Kitson P. Kelly avatar

A recovering 7 foot tall cactus

dojo/request

In the forthcoming Dojo Toolkit 1.8, the dojo/request package, written by Bryan Forbes, has some really “cool” features in my opinion. While the package “modernises” the Dojo IO/Request API, it also has some features that will really help end developers.

First, it is designed to Just Work™. It works in a browser environment or a node.js environment seamlessly. For example, if I wanted to load some JSON and do something with it, in a browser, I would do this:

require(["dojo/request"], function(request){
  request.get("some.json", {
    handleAs: "json"
  }.then(function(response){
    // response.data contains the parsed object
  });
});

But let’s say you were doing it on node.js. What would you need to do then? You wouldn’t do a thing. You would simply run your code with something like this node ./dojo/dojo.js load=example at a command line. dojo/request will automatically figure out what platform you are on and load the appropriate request provider for you.

The second “cool” feature in my opinion is the ability to use the dojo/request/registry to “transparently” manage multiple request providers without having to worry about which one you are specifically using. Just set it up and fire your requests away. For example, take the situation that I would like to use JSONP some of the time and JSON the rest of the time (maybe I have a x-domain service where I have to use JSONP instead of just plain JSON). Well, in order to do that, I would need to use dojo/request/script to get the JSONP, but I couldn’t use it to just fetch plain JSON and want to use dojo/request/xhr (which is the default provider for browsers).

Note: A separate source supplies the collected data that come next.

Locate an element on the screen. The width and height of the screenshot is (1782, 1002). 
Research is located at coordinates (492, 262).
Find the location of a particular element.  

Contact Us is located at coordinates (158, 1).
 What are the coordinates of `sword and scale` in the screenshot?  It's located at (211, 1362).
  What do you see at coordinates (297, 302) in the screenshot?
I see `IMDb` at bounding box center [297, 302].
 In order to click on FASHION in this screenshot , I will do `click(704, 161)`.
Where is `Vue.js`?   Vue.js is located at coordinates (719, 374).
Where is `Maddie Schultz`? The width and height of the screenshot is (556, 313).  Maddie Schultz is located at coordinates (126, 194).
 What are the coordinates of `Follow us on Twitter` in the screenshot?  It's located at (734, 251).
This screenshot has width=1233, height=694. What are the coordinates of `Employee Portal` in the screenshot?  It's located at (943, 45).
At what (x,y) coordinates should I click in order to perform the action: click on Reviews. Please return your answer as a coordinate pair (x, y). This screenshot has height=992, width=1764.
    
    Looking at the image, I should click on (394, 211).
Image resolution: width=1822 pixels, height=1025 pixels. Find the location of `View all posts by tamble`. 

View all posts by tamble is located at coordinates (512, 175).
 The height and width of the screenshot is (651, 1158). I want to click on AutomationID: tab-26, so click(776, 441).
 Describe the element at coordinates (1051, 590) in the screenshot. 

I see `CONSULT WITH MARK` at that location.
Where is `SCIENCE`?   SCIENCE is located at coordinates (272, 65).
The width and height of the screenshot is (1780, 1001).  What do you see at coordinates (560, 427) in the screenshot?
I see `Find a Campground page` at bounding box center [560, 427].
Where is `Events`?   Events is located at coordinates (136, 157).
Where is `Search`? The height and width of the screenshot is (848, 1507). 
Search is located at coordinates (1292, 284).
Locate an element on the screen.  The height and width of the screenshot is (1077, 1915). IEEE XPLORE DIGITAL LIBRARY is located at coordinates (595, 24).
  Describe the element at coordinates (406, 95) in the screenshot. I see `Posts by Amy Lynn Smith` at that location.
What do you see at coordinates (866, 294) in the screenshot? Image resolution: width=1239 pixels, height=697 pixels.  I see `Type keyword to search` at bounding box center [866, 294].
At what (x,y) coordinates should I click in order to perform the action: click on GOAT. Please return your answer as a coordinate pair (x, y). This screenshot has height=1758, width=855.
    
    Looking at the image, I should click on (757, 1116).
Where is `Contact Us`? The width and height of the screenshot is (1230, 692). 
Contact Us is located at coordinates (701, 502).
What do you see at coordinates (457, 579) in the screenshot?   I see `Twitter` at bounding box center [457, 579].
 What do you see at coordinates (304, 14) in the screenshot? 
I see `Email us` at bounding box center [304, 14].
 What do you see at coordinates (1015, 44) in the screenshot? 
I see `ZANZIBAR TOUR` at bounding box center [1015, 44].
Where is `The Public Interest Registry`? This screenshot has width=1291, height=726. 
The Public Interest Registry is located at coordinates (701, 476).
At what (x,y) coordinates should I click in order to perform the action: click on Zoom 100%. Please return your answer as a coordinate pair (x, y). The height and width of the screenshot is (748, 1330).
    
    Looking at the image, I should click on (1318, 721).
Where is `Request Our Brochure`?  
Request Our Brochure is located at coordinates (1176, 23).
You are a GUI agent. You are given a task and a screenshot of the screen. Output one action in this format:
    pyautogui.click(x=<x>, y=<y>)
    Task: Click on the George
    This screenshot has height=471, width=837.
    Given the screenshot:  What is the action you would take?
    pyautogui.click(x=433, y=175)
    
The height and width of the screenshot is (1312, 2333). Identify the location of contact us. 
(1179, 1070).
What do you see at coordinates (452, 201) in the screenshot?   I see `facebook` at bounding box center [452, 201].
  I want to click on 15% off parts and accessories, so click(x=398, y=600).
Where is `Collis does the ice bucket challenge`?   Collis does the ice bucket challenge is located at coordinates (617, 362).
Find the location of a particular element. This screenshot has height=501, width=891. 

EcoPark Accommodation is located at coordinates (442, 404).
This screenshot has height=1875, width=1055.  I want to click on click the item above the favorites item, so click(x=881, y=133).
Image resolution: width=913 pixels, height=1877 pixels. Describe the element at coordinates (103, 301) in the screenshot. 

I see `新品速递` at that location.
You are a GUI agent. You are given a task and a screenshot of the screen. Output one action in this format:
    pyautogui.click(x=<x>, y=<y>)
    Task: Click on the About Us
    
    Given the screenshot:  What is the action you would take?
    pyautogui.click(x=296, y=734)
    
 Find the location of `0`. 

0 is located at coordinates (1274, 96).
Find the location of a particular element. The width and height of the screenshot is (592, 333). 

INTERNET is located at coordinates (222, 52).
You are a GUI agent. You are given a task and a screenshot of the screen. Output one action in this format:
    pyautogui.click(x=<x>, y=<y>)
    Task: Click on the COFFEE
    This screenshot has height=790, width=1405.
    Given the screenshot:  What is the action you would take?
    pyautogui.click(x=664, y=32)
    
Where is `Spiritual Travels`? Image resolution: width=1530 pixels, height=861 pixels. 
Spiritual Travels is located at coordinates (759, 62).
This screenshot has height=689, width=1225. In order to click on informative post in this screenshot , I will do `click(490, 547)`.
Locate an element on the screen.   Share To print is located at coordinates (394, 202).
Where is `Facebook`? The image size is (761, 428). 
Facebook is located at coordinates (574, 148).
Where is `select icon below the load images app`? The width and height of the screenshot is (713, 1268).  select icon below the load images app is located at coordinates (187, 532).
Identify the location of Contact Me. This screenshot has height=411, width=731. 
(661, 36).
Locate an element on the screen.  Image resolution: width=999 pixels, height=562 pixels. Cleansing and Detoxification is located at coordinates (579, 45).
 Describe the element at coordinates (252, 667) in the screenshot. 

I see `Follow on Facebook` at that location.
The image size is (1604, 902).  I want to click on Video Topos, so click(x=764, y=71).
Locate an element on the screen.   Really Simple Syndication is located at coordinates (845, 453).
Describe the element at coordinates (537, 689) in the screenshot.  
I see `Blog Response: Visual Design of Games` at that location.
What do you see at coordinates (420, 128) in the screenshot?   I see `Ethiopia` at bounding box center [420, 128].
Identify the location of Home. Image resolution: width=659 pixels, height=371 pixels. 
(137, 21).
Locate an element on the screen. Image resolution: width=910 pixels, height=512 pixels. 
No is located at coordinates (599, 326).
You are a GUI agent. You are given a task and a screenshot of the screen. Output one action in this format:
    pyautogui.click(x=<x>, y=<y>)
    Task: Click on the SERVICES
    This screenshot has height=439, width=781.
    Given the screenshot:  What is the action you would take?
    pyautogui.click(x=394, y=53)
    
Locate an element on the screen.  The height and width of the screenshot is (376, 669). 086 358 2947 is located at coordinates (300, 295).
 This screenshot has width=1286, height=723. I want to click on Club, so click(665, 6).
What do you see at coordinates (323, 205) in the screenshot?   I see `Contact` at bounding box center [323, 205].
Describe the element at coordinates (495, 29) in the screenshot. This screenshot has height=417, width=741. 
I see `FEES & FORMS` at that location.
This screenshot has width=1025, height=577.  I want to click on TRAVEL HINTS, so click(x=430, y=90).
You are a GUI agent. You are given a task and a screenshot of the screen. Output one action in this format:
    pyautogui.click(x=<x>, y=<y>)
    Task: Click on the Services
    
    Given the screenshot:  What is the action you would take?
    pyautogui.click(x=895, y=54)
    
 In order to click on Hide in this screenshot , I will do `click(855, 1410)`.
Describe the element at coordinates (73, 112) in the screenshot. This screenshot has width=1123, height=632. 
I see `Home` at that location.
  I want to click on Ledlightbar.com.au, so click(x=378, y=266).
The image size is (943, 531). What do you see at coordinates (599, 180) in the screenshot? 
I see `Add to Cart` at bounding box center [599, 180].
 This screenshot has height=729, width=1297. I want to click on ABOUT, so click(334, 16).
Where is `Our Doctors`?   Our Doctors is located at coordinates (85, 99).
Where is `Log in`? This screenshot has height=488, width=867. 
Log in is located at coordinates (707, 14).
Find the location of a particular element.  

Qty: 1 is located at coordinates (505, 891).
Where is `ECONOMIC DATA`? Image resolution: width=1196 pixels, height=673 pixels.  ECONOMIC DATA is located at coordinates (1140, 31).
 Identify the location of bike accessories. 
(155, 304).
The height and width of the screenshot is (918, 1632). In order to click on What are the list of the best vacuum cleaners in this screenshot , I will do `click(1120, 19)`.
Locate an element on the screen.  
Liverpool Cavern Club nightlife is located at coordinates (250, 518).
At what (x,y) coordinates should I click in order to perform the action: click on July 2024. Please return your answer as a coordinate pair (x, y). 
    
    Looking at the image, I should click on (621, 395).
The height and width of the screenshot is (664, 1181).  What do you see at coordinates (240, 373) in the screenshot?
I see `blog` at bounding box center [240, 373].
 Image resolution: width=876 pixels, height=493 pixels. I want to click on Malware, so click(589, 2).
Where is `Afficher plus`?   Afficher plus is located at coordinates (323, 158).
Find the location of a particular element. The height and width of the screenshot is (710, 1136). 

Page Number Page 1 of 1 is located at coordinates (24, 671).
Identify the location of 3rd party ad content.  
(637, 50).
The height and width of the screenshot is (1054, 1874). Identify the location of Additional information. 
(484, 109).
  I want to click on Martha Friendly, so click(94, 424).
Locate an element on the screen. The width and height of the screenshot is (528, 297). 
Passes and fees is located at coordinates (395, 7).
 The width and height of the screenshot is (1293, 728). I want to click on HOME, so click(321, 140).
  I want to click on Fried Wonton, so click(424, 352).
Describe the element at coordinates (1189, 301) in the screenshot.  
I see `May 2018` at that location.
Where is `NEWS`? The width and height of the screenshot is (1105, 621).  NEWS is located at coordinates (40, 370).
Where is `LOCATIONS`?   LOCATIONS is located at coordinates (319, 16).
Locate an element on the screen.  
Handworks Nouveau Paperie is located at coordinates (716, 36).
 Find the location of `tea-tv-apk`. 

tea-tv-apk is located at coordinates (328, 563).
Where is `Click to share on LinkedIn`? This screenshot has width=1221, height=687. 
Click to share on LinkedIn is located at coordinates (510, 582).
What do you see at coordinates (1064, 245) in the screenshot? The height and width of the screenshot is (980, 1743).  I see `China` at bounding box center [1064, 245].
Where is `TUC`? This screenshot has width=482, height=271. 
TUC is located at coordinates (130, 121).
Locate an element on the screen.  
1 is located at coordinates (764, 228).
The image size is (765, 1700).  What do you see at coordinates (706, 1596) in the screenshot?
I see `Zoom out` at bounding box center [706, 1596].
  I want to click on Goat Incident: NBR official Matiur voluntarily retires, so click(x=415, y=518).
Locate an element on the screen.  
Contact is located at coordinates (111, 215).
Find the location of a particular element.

In order to do that, I would do something like this:

require(
  ["dojo/request/registry", "dojo/request/script"],
  function (request, script) {
    // Use a RegEx so that anything that ends with *.jsonp.js uses the
    // dojo/request/script provider
    request.register(/\.jsonp\.js$/i, script);

    // Now just make my requests like normal
    request.get("http://example.com/some.jsonp.js").then(function (response) {
      // Will use the script provider
    });

    request.get("some.json").then(function (response) {
      // Will use the platform default provider (dojo/request/xhr)
    });
  },
);

Lastly, maybe I have some strange, bizarre encoding (or maybe I need to do some pre-transforms on my JSON or XML to properly convert them into objects). Using dojo/request/handlers, I can add to the pre-existing handlers with my own, and then can use the handleAs property to to utilise my custom handler:

require(
  ["dojo/request/handlers", "dojo/request"],
  function (handlers, request) {
    handlers.register("custom", function (response) {
      // Now I do my custom handling of the response
      // returning whatever response.data should be:
      return something;
    });

    // Now I can use my customer handler
    request.get("something.odd", {
      handleAs: "custom",
    }).then(function (response) {
      // Now response.data will be whatever my handler returned
    });
  },
);

So while, Dojo Toolkit 1.8 will be a “stepping stone” to Dojo Toolkit 2.0, there are some really cool features that you can use now.